Population containing 1000 citizens with following characteristics:
Age: <= 65 , 65+
Smoking 40 210
Non-Smoking 600 150
Question The prevalence of Smoking in the population is p.smoke = 0.25. This prevalence is unknown to some researchers who want to determine this. Therefore, they sample 20 citizens and use the sample proportion as an estimate for p.smoke.
However as a result of the modern techniques used (a small questionnaire), the elderly are less likely to respond. As a result every person that is selected is older than 65 with probability 0.3 and younger with probability 0.7. The bias of the estimate obtained with this sampling strategy equals:
a) 0
b) 0.2166667
c) -0.03125
d) -0.21875
How do I tackle this question???
Assuming that 65+ smoke the same as 65–, then it is no difference how old are they. Then u only need to count the bias. Of course you can estimate standard error, but that's not bias. Bias is the systematic error that you commit all the time. For instance you everytime measure ceil of some continuous value.
So bias is, from definition, is calculated as follows $$ \operatorname{bias} \hat\theta = \mathbb{E} \hat\theta = \mathbb{E} \overline X = \mathbb{E} \frac1n \sum_{i} X_i = \frac1n \sum_i \mathbb{E} X_i = \frac1n \cdot n \cdot p = p, $$ where $p$ is the true parameter. So your expected value is the true value. Think of it this way: take 1 citizen. Of course you always get either 0% or 100%. But you don't do systematic mistake -- if you take all citizens, average of little experiments will give the true ratio smokers/overall.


**Try it**. Could you give the number of lines in the entries below that contain the word "filled"? Only the number is wanted.

**Given records**.
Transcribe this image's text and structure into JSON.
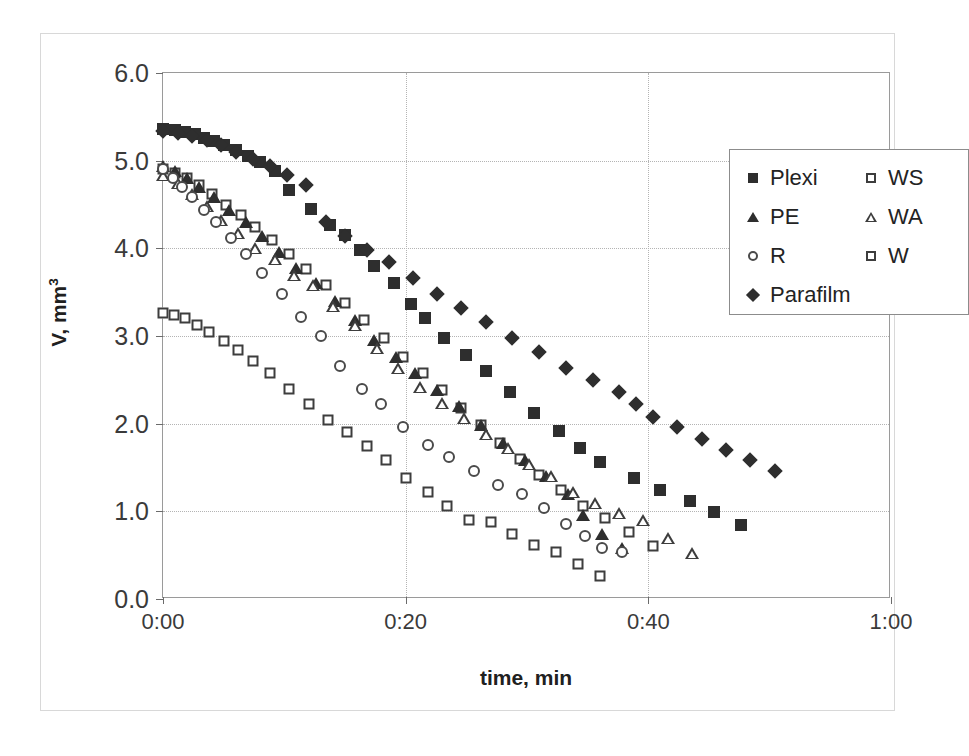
{
  "chart_data": {
    "type": "scatter",
    "title": "",
    "xlabel": "time, min",
    "ylabel": "V, mm3",
    "ylabel_display": "V, mm",
    "ylabel_sup": "3",
    "xlim": [
      0,
      60
    ],
    "ylim": [
      0.0,
      6.0
    ],
    "grid": true,
    "legend_position": "top-right",
    "xtick_labels": [
      "0:00",
      "0:20",
      "0:40",
      "1:00"
    ],
    "xtick_values": [
      0,
      20,
      40,
      60
    ],
    "ytick_labels": [
      "0.0",
      "1.0",
      "2.0",
      "3.0",
      "4.0",
      "5.0",
      "6.0"
    ],
    "ytick_values": [
      0.0,
      1.0,
      2.0,
      3.0,
      4.0,
      5.0,
      6.0
    ],
    "series": [
      {
        "name": "Plexi",
        "marker": "square-filled",
        "color": "#2e2e2e",
        "points": [
          [
            0.0,
            5.36
          ],
          [
            1.0,
            5.35
          ],
          [
            1.8,
            5.33
          ],
          [
            2.6,
            5.3
          ],
          [
            3.4,
            5.26
          ],
          [
            4.2,
            5.22
          ],
          [
            5.0,
            5.18
          ],
          [
            6.0,
            5.12
          ],
          [
            7.0,
            5.05
          ],
          [
            8.0,
            4.98
          ],
          [
            9.2,
            4.88
          ],
          [
            10.4,
            4.66
          ],
          [
            12.2,
            4.45
          ],
          [
            13.8,
            4.27
          ],
          [
            15.0,
            4.15
          ],
          [
            16.2,
            3.98
          ],
          [
            17.4,
            3.8
          ],
          [
            19.0,
            3.6
          ],
          [
            20.4,
            3.36
          ],
          [
            21.6,
            3.2
          ],
          [
            23.2,
            2.98
          ],
          [
            25.0,
            2.78
          ],
          [
            26.6,
            2.6
          ],
          [
            28.6,
            2.36
          ],
          [
            30.6,
            2.12
          ],
          [
            32.6,
            1.92
          ],
          [
            34.4,
            1.72
          ],
          [
            36.0,
            1.56
          ],
          [
            38.8,
            1.38
          ],
          [
            41.0,
            1.24
          ],
          [
            43.4,
            1.12
          ],
          [
            45.4,
            0.99
          ],
          [
            47.6,
            0.84
          ]
        ]
      },
      {
        "name": "WS",
        "marker": "square-open",
        "color": "#3d3d3d",
        "points": [
          [
            0.0,
            4.9
          ],
          [
            1.0,
            4.86
          ],
          [
            2.0,
            4.8
          ],
          [
            3.0,
            4.72
          ],
          [
            4.0,
            4.62
          ],
          [
            5.2,
            4.5
          ],
          [
            6.4,
            4.38
          ],
          [
            7.6,
            4.24
          ],
          [
            9.0,
            4.1
          ],
          [
            10.4,
            3.94
          ],
          [
            11.8,
            3.76
          ],
          [
            13.4,
            3.58
          ],
          [
            15.0,
            3.38
          ],
          [
            16.6,
            3.18
          ],
          [
            18.2,
            2.98
          ],
          [
            19.8,
            2.76
          ],
          [
            21.4,
            2.58
          ],
          [
            23.0,
            2.38
          ],
          [
            24.6,
            2.18
          ],
          [
            26.2,
            1.98
          ],
          [
            27.8,
            1.78
          ],
          [
            29.4,
            1.6
          ],
          [
            31.0,
            1.42
          ],
          [
            32.8,
            1.24
          ],
          [
            34.6,
            1.06
          ],
          [
            36.4,
            0.92
          ],
          [
            38.4,
            0.76
          ],
          [
            40.4,
            0.6
          ]
        ]
      },
      {
        "name": "PE",
        "marker": "triangle-filled",
        "color": "#2e2e2e",
        "points": [
          [
            0.0,
            4.94
          ],
          [
            1.0,
            4.88
          ],
          [
            2.0,
            4.8
          ],
          [
            3.0,
            4.7
          ],
          [
            4.2,
            4.58
          ],
          [
            5.4,
            4.44
          ],
          [
            6.8,
            4.3
          ],
          [
            8.2,
            4.14
          ],
          [
            9.6,
            3.96
          ],
          [
            11.0,
            3.78
          ],
          [
            12.6,
            3.6
          ],
          [
            14.2,
            3.4
          ],
          [
            15.8,
            3.18
          ],
          [
            17.4,
            2.96
          ],
          [
            19.2,
            2.76
          ],
          [
            20.8,
            2.58
          ],
          [
            22.6,
            2.38
          ],
          [
            24.4,
            2.2
          ],
          [
            26.2,
            1.98
          ],
          [
            28.0,
            1.78
          ],
          [
            29.8,
            1.58
          ],
          [
            31.6,
            1.4
          ],
          [
            33.4,
            1.2
          ],
          [
            34.6,
            0.96
          ],
          [
            36.2,
            0.74
          ],
          [
            37.8,
            0.58
          ]
        ]
      },
      {
        "name": "WA",
        "marker": "triangle-open",
        "color": "#3d3d3d",
        "points": [
          [
            0.0,
            4.84
          ],
          [
            1.2,
            4.74
          ],
          [
            2.4,
            4.62
          ],
          [
            3.6,
            4.48
          ],
          [
            4.8,
            4.32
          ],
          [
            6.2,
            4.18
          ],
          [
            7.6,
            4.0
          ],
          [
            9.2,
            3.88
          ],
          [
            10.8,
            3.7
          ],
          [
            12.4,
            3.58
          ],
          [
            14.0,
            3.34
          ],
          [
            15.8,
            3.12
          ],
          [
            17.6,
            2.86
          ],
          [
            19.4,
            2.64
          ],
          [
            21.2,
            2.42
          ],
          [
            23.0,
            2.24
          ],
          [
            24.8,
            2.06
          ],
          [
            26.6,
            1.88
          ],
          [
            28.4,
            1.72
          ],
          [
            30.2,
            1.54
          ],
          [
            32.0,
            1.4
          ],
          [
            33.8,
            1.22
          ],
          [
            35.6,
            1.1
          ],
          [
            37.6,
            0.98
          ],
          [
            39.6,
            0.9
          ],
          [
            41.6,
            0.7
          ],
          [
            43.6,
            0.52
          ]
        ]
      },
      {
        "name": "R",
        "marker": "circle-open",
        "color": "#4a4a4a",
        "points": [
          [
            0.0,
            4.9
          ],
          [
            0.8,
            4.8
          ],
          [
            1.6,
            4.7
          ],
          [
            2.4,
            4.58
          ],
          [
            3.4,
            4.44
          ],
          [
            4.4,
            4.3
          ],
          [
            5.6,
            4.12
          ],
          [
            6.8,
            3.94
          ],
          [
            8.2,
            3.72
          ],
          [
            9.8,
            3.48
          ],
          [
            11.4,
            3.22
          ],
          [
            13.0,
            3.0
          ],
          [
            14.6,
            2.66
          ],
          [
            16.4,
            2.4
          ],
          [
            18.0,
            2.22
          ],
          [
            19.8,
            1.96
          ],
          [
            21.8,
            1.76
          ],
          [
            23.6,
            1.62
          ],
          [
            25.6,
            1.46
          ],
          [
            27.6,
            1.3
          ],
          [
            29.6,
            1.2
          ],
          [
            31.4,
            1.04
          ],
          [
            33.2,
            0.86
          ],
          [
            34.8,
            0.72
          ],
          [
            36.2,
            0.58
          ],
          [
            37.8,
            0.54
          ]
        ]
      },
      {
        "name": "W",
        "marker": "square-open",
        "color": "#3d3d3d",
        "points": [
          [
            0.0,
            3.26
          ],
          [
            0.9,
            3.24
          ],
          [
            1.8,
            3.2
          ],
          [
            2.8,
            3.12
          ],
          [
            3.8,
            3.04
          ],
          [
            5.0,
            2.94
          ],
          [
            6.2,
            2.84
          ],
          [
            7.4,
            2.72
          ],
          [
            8.8,
            2.58
          ],
          [
            10.4,
            2.4
          ],
          [
            12.0,
            2.22
          ],
          [
            13.6,
            2.04
          ],
          [
            15.2,
            1.9
          ],
          [
            16.8,
            1.74
          ],
          [
            18.4,
            1.58
          ],
          [
            20.0,
            1.38
          ],
          [
            21.8,
            1.22
          ],
          [
            23.4,
            1.06
          ],
          [
            25.2,
            0.9
          ],
          [
            27.0,
            0.88
          ],
          [
            28.8,
            0.74
          ],
          [
            30.6,
            0.62
          ],
          [
            32.4,
            0.54
          ],
          [
            34.2,
            0.4
          ],
          [
            36.0,
            0.26
          ]
        ]
      },
      {
        "name": "Parafilm",
        "marker": "diamond-filled",
        "color": "#2e2e2e",
        "points": [
          [
            0.0,
            5.34
          ],
          [
            1.2,
            5.32
          ],
          [
            2.4,
            5.28
          ],
          [
            3.6,
            5.24
          ],
          [
            4.8,
            5.18
          ],
          [
            6.0,
            5.1
          ],
          [
            7.4,
            5.02
          ],
          [
            8.8,
            4.94
          ],
          [
            10.2,
            4.84
          ],
          [
            11.8,
            4.72
          ],
          [
            13.4,
            4.3
          ],
          [
            15.0,
            4.14
          ],
          [
            16.8,
            3.98
          ],
          [
            18.6,
            3.84
          ],
          [
            20.6,
            3.66
          ],
          [
            22.6,
            3.48
          ],
          [
            24.6,
            3.32
          ],
          [
            26.6,
            3.16
          ],
          [
            28.8,
            2.98
          ],
          [
            31.0,
            2.82
          ],
          [
            33.2,
            2.64
          ],
          [
            35.4,
            2.5
          ],
          [
            37.6,
            2.36
          ],
          [
            39.0,
            2.22
          ],
          [
            40.4,
            2.08
          ],
          [
            42.4,
            1.96
          ],
          [
            44.4,
            1.82
          ],
          [
            46.4,
            1.7
          ],
          [
            48.4,
            1.58
          ],
          [
            50.4,
            1.46
          ]
        ]
      }
    ]
  },
  "legend": {
    "left_column": [
      {
        "label": "Plexi",
        "marker": "square-filled"
      },
      {
        "label": "PE",
        "marker": "triangle-filled"
      },
      {
        "label": "R",
        "marker": "circle-open"
      },
      {
        "label": "Parafilm",
        "marker": "diamond-filled"
      }
    ],
    "right_column": [
      {
        "label": "WS",
        "marker": "square-open"
      },
      {
        "label": "WA",
        "marker": "triangle-open"
      },
      {
        "label": "W",
        "marker": "square-open"
      }
    ]
  }
}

**Exercise result**. 6